Wilt swear obedience to my will, and do My bidding, it may help thee to thy wishes.
MAN. 1 will not swear - Obey! and whom? the spirits Whose presence I command, and be the slave Of those who served me
WITCH. Enough! - [ may retire then MAN.
[The WITCH disappears.
MAN. (alone.) We are the fools of time and terron:
Stea on us and steal from us; yet we live; Loathing our life, and dreading still to die. In all the days of this detested yoke - This vital weight upon the struggling heart, Which sinks with sorrow, or beats quick with pain, Or joy that ends in agony or faintness - In all the days of past and future, for In life there is no present, we can number How few-how less than few - wherein the soul Forbears to pant for death, and yet draws back As from a stream in winter, though the chill
Be but a moment's. I have one resource Still in my science - I can call the dead, And ask them what it is we dread to be: The sternest answer can but be the Grave, And that is nothing - if they answer not The buried Prophet answered to the Hag Of Endor; and the Spartan Monarch drew From the Byzantine maid's unsleeping spirit An answer and his destiny - he slew That which he loved, unknowing what he slew, And died unpardon'd - though he call'd in aid The Phyxian Jove, and in Phigalia roused The Arcadian Evocators to compel The indignant shadow to depose her wrath, Or fix her term of vengeance - she replied In words of dubious import, but fulfill'd. 5
If I had never lived, that which I love Had still been living; had I never loved, That which I love would still be beautiful Happy and giving happiness. What is she? What is she now? a sufferer for my sins, A thing I dare not think upon - or nothing. Within few hours I shall not call in vain
Yet in this hour I dread the thing I dare: Until this hour I never shrunk to gaze
And feel a strange cold thaw upon my heart,
But I can act even what I most abhor,
And champion human fears. -The night approaches. [Exit.
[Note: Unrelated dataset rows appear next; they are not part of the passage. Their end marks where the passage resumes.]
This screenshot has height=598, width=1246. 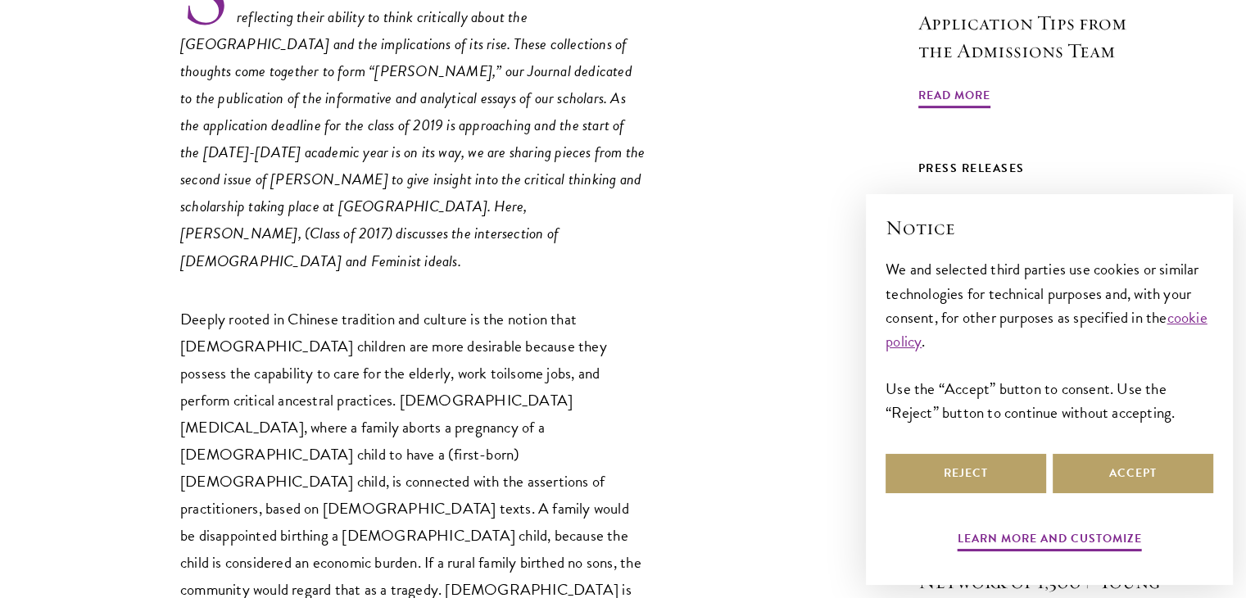 I want to click on h2: Notice, so click(x=1049, y=228).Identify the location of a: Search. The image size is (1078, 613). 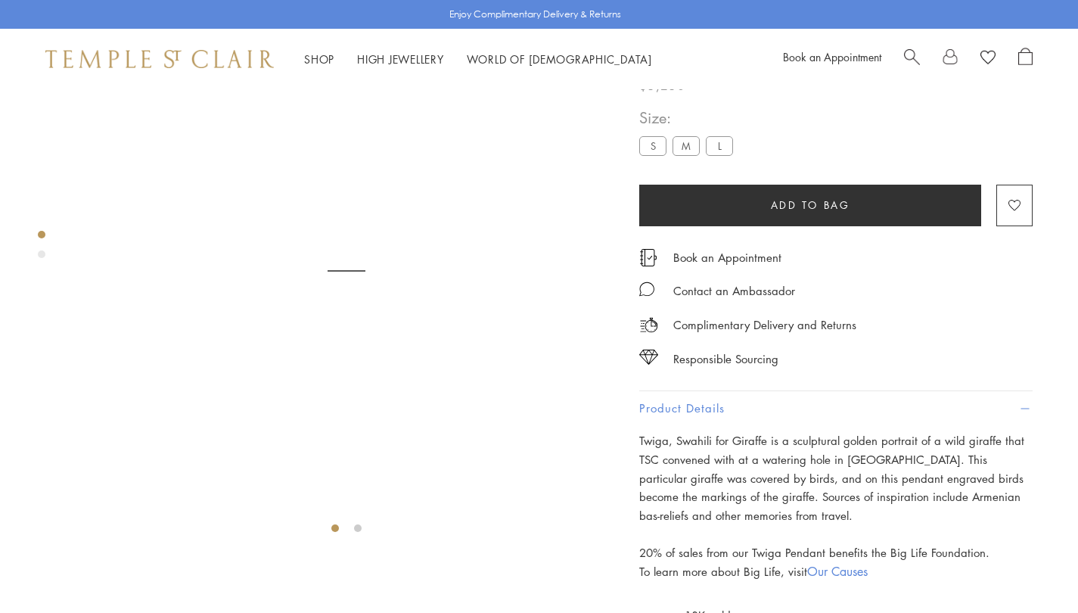
(911, 59).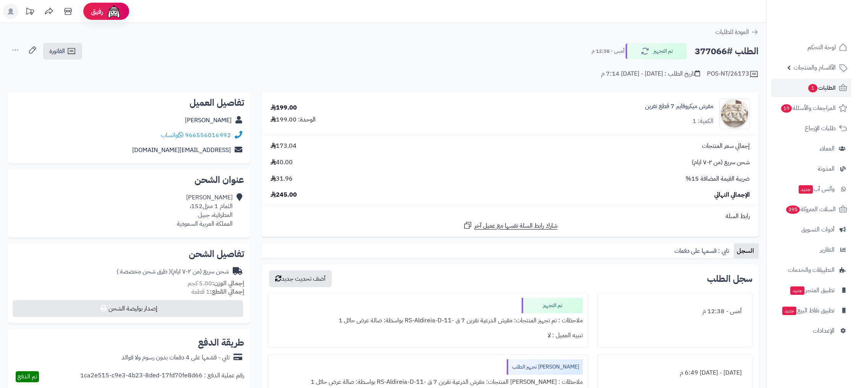 The image size is (856, 388). Describe the element at coordinates (144, 272) in the screenshot. I see `span: ( طرق شحن مخصصة )` at that location.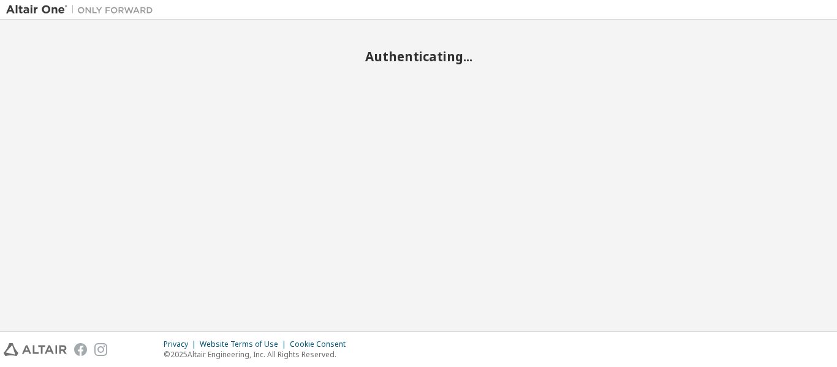 The width and height of the screenshot is (837, 367). I want to click on img: instagram.svg, so click(101, 349).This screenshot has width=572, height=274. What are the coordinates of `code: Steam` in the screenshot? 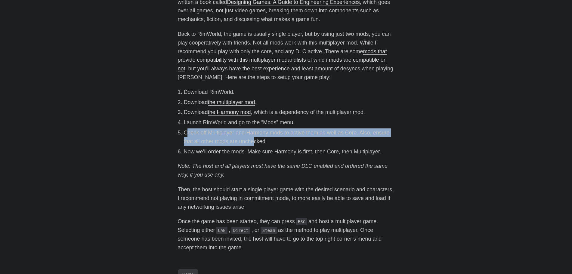 It's located at (269, 230).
The Summit of the Jungfrau Mountain,
The moon is rising broad, and round, and bright; And here on snows, where never human foot
Of common mortal trod, we nightly tread,
And leave no traces; o'er the savage sea,
The glassy ocean of the mountain ice, We skim its rugged breakers, which put on The aspect of a tumbling tempest's foam, Frozen in a moment - a dead whirlpool's image; And this most steep fantastic pinnacle, The fretwork of some earthquake-where the clouds Pause to repose themselves in passing by Is sacred to our revels, or our vigils; Here do I wait my sisters, on our way To the Hall of Arimanes, for to-night
Is our great festival - 'tis strange they come not.
A Voice without, singing.
The Captive Usurper,
Hurl'd down from the throne,
Lay buried in torpor,
Forgotten and lone;
I broke through his slumbers, I shivered his chain,
I leagued him with numbers He's Tyrant again!
With the blood of a million he'll answer my care, With a nation's destruction - his flight and despair.
The ship sail'd on, the ship sail'd fast, But I left not a sail, and I left not a mast, There is not a plank of the hull or the deck, And there is not a wretch to lament o'er his wreck; Save one, whom I held, as he swam, by the their, And he was a subject well worthy my care; A traitor on land, and a pirate at sea But I saved him to wreak further havoc for me!
FIRST DESTINY, answering.
The city lies sleeping;
The morn, to deplore it,
May dawn on it weeping.
Sullenly, slowly,
The black plague flew o'er it
Thousands lie lowly;
Tens of thousands shall perish
The living shall fly from The sick they should cherish;
But nothing can vanquish The touch that they die from. Sorrow and anguish,
And evil and dread, Envelope a nation
This wreck of a realm - this deed of my doing For ages I've done, and shall still be renewing!